Beulah hesitated no longer. Mrs. Graham met her at the door, and greeted her more cordially than she had done on any previous occasion. She looked anxious and weary, and said, as she led the way to her daughter's apartment:

"We are quite uneasy about Cornelia; you will find her sadly altered." She ushered Beulah into the room, then immediately withdrew.

Cornelia was propped up by cushions and pillows in her easy-chair; her head was thrown back, and her gaze appeared to be riveted on a painting which hung opposite. Beulah stood beside her a moment, unnoticed, and saw with painful surprise the ravages which disease had made in the once beautiful face and queenly form. The black, shining hair was cut short, and clustered in thick, wavy locks about the wan brow, now corrugated as by some spasm of pain. The cheeks were hollow and ghastly pale; the eyes sunken, but unnaturally large and brilliant; and the colorless lips compressed as though to bear habitual suffering. Her wasted hands, grasping the arms of the chair, might have served as a model for a statue of death, so thin, pale, almost transparent. Beulah softly touched one of them, and said:

"Cornelia, you wished to see me."

The invalid looked at her intently, and smiled.

"I thought you would come. Ah, Beulah, do you recognize this wreck as your former friend?"

"I was not prepared to find you so changed; for until this afternoon I was not aware your trip had been so fruitless. Do you suffer much?"

"Suffer! Yes; almost all the time. But it is not the bodily torture that troubles me so much—I could bear that in silence. It is my mind, Beulah; my mind."

She pointed to a chair; Beulah drew it near her, and Cornelia continued:

"I thought I should die suddenly; but it is to be otherwise The torture is slow, lingering. I shall never leave this house again, except to go to my final home. Beulah, I have wanted to see you very much; I thought you would hear of my illness and come. How calm and pale you are! Give me your hand. Ah, cool and pleasant; mine parched with fever. And you have a little home of your own, I hear. How have things gone with you since we parted? Are you happy?"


## WHAT YOU HAVE TO DO:
Images are to be dropped; everything else in the entries below must be copied exactly.

─── MATERIAL PROVIDED ───

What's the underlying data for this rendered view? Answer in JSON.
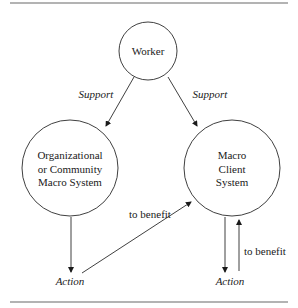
{
  "diagram": {
    "nodes": {
      "worker": {
        "label": "Worker"
      },
      "org": {
        "lines": [
          "Organizational",
          "or Community",
          "Macro System"
        ]
      },
      "client": {
        "lines": [
          "Macro",
          "Client",
          "System"
        ]
      }
    },
    "edges": {
      "support_left": "Support",
      "support_right": "Support",
      "benefit_diag": "to benefit",
      "benefit_up": "to benefit"
    },
    "actions": {
      "left": "Action",
      "right": "Action"
    },
    "colors": {
      "line": "#2a2a2a",
      "rule": "#9a9a9a",
      "text": "#1a1a1a"
    }
  }
}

───

## EXERCISE OUTPUT:
What's the underlying data for this rendered view? Answer in JSON.
{
  "diagram": {
    "nodes": {
      "worker": {
        "label": "Worker"
      },
      "org": {
        "lines": [
          "Organizational",
          "or Community",
          "Macro System"
        ]
      },
      "client": {
        "lines": [
          "Macro",
          "Client",
          "System"
        ]
      }
    },
    "edges": {
      "support_left": "Support",
      "support_right": "Support",
      "benefit_diag": "to benefit",
      "benefit_up": "to benefit"
    },
    "actions": {
      "left": "Action",
      "right": "Action"
    },
    "colors": {
      "line": "#2a2a2a",
      "rule": "#9a9a9a",
      "text": "#1a1a1a"
    }
  }
}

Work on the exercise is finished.